"Richard Powers - The Time Of Our Singing" - читать интересную книгу автора (Powers Richard)

knew what the marriage needed, and together they used the boys shamelessly to hold down the inner
lines. All the while, baby Ruth crawled among them, hitching melodic rides, standing on her toes to peek
at the pages her family studied. In this way, a third child came to read music without anyone teaching her.

Delia sang with her whole body. That’s how she’d learned, even in Philadelphia, from generations on
generations of Carolina churchgoing mothers. Her chest swelled when she let loose, like the bellows of a
glory-filled pump organ. A deaf man might have held his hands to her shoulders and felt each pitch
resonating, singed into his fingers as if by a tuning fork. In the years since their marriage in 1940, David
Strom had learned this freedom from his American wife. The secular German Jew bobbed to inner
rhythms, davening as freely as his great-grandfather cantors once had.

Song held the children enthralled, as tied to these musical evenings as their neighbors were to radios.
Singing was their team sport, their Tiddlywinks, their Chutes and Ladders. To see their parents dance
—driven by hidden forces like creatures in a folk ballad—was the first awful mystery of childhood. The
Strom children joined in, swaying back and forth to Mozart’s “Ave verum corpus” the way they did to
“Zip-a-Dee-Doo-Dah.”

Surely the parents heard what was happening to music at that hour. They must have felt the manic
pulse—half the world’s GNP, looking for its ruder theme song. Swing had long since played Carnegie,
that brash razz already housebroken. Down in the blistering bebop clubs, Gillespie and Parker were
nightly warping the space-time continuum. A cracker kid in a designated white house in a black
neighborhood off in fly-bitten Mississippi was about to let loose the secret beat of race music, forever
blowing away the enriched-flour, box-stepping public. No one alive then could have missed the changes,
not even two people as willfully against the grain as that refugee physicist and the Philadelphian doctor’s
daughter, his trained-voice wife. They raided the present, too. He had his accented Ella and she her
deep-palette Ellington. They never missed a Saturday Metropolitan broadcast. But every Sunday
morning, the radio trawled for jazz while David made foot-wide mushroom and tomato omelettes. In the
Strom’s singing school, upstart tunes took their place in a thousand-year parade of harmony and
invention. Cut-time, finger-snapping euphoria gave those nights of Palestrina all the more drive. For
Palestrina, too, once overthrew the unsuspecting world.

Every time the Stroms filled their lungs, they continued that long conversation of pitches in time. In old
music, they made sense. Singing, they were no one’s outcasts. Each night that they made that full-voiced
sound—the sound that drove David Strom and Delia Daley together in this life—they headed upriver into
a sooner saner place.

Delia and David never let a month go by without a round of their favorite public flirtation: Crazed
Quotations. The wife settled on the piano bench, a child pressed against each thigh. She’d sit,
telegraphing nothing, her wavy black hair a perfect cowl. Her long russet fingers pressed down on several
keys at once, freeing a simple melody—say Dvorák’s slow, reedy spiritual “From the New World.” The
husband then had two repeats to find a response. The children watched in suspense as Delia’s tune
unfolded, to see if Da could beat the clock and add a countersubject before their mother reached the
double bar. If he failed, his children got to taunt him in mock German and his wife named the forfeit of her
choice.

He rarely failed. By the time Dvorák’s stolen folk song looped back around, the fellow found a way to
make Schubert’s Trout swim upstream against it. The ball bounced back to Delia’s court. She had one
stanza to come up with another quote to fit the now-changed frame. It took her only a little meandering to
get “Swanee River” flowing down around the Trout.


WHAT TO WORK ON —
Some lines in the listing below may include the string "Rakau". How many are there? Give only the number.

DATA FOR THE TASK —
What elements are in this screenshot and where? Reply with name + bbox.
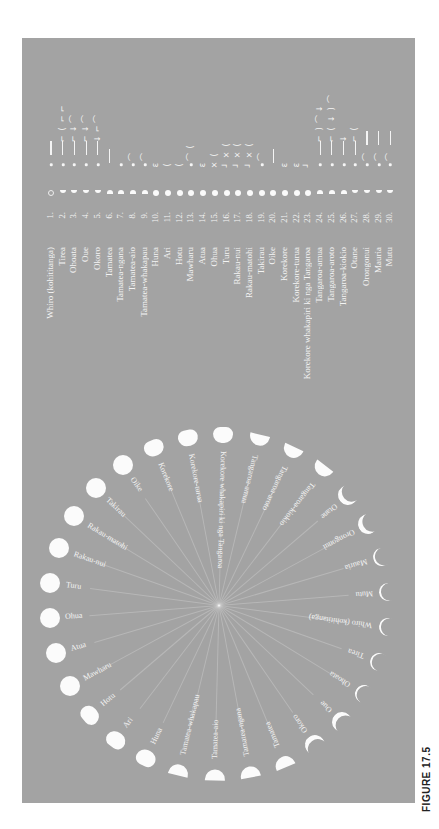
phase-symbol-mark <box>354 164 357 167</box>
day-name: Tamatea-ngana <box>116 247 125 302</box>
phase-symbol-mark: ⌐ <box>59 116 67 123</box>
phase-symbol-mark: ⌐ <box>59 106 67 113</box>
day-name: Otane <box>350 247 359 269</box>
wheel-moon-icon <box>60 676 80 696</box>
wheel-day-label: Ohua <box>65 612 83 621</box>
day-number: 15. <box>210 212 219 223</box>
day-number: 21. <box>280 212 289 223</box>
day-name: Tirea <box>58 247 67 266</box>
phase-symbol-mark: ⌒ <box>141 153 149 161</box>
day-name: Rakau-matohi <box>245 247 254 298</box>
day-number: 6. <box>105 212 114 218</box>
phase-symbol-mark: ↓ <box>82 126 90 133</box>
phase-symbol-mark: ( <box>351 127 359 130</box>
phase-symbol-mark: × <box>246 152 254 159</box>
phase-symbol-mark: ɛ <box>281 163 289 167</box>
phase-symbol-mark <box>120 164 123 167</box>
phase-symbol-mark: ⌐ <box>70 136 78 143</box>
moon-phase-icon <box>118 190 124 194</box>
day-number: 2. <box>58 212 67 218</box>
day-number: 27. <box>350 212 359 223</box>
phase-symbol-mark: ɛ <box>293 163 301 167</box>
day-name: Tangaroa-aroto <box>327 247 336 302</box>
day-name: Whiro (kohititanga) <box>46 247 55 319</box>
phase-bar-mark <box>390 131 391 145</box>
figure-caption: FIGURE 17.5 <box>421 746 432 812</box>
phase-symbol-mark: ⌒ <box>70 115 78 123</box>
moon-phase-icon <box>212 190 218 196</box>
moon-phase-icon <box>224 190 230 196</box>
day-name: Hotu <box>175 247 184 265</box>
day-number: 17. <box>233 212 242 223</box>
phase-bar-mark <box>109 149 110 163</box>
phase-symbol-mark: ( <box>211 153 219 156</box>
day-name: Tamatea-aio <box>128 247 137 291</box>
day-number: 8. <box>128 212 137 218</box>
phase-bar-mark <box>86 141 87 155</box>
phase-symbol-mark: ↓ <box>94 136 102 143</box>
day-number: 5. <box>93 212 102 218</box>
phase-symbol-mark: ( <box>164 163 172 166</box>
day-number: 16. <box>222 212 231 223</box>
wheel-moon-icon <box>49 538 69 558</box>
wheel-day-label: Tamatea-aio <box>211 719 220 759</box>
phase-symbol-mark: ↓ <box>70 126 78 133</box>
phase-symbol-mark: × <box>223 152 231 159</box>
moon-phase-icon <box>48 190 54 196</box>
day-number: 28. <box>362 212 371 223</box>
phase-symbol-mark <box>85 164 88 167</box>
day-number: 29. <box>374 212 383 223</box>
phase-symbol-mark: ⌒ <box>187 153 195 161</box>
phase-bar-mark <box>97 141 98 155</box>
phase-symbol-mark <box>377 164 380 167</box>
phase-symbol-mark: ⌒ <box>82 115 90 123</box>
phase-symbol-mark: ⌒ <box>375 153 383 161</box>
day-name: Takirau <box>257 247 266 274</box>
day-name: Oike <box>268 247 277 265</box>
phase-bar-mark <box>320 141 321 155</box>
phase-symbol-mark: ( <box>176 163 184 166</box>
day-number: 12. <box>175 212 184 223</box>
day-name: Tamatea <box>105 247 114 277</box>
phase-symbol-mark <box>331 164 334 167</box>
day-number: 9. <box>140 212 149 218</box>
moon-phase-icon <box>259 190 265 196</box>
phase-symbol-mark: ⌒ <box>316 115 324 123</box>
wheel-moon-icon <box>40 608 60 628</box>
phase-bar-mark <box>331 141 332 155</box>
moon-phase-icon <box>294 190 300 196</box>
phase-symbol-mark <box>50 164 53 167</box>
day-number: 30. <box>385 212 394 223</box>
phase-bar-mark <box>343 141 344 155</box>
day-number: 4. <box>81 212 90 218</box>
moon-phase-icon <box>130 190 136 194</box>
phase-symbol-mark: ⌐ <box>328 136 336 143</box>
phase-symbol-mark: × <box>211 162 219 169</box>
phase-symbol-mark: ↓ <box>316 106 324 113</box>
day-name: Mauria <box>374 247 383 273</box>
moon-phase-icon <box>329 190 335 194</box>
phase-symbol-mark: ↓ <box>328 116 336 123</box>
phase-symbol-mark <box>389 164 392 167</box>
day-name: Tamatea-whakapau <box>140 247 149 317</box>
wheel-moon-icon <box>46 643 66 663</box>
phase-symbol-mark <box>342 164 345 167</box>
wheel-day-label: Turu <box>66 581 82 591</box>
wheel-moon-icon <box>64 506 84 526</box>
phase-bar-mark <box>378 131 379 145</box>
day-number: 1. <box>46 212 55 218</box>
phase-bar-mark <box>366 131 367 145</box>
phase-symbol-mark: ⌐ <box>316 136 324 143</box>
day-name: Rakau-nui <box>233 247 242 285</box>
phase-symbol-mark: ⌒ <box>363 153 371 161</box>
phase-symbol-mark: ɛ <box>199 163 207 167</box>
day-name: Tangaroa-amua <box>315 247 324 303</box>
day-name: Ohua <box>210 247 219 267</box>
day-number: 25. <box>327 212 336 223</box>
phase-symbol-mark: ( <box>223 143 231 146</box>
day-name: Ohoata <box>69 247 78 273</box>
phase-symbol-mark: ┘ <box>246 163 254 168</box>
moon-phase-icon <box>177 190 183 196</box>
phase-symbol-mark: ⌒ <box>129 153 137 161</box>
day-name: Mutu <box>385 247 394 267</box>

--

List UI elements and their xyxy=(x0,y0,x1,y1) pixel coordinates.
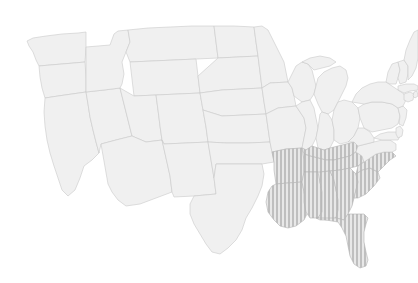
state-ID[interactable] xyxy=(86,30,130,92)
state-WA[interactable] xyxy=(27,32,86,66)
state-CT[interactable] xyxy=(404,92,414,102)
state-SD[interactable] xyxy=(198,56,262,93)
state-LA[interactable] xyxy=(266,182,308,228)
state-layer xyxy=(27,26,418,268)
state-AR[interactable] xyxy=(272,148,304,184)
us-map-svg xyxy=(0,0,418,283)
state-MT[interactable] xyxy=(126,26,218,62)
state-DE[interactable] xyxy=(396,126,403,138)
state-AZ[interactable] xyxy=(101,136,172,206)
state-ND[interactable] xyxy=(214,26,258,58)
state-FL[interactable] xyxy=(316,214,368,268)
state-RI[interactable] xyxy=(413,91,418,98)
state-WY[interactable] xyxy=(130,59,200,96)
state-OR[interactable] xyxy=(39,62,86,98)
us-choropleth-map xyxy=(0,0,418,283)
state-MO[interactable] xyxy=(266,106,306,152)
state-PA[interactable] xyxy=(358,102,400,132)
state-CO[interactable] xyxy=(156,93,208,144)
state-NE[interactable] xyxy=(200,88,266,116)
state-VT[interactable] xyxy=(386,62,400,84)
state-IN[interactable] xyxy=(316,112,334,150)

REPLY —
2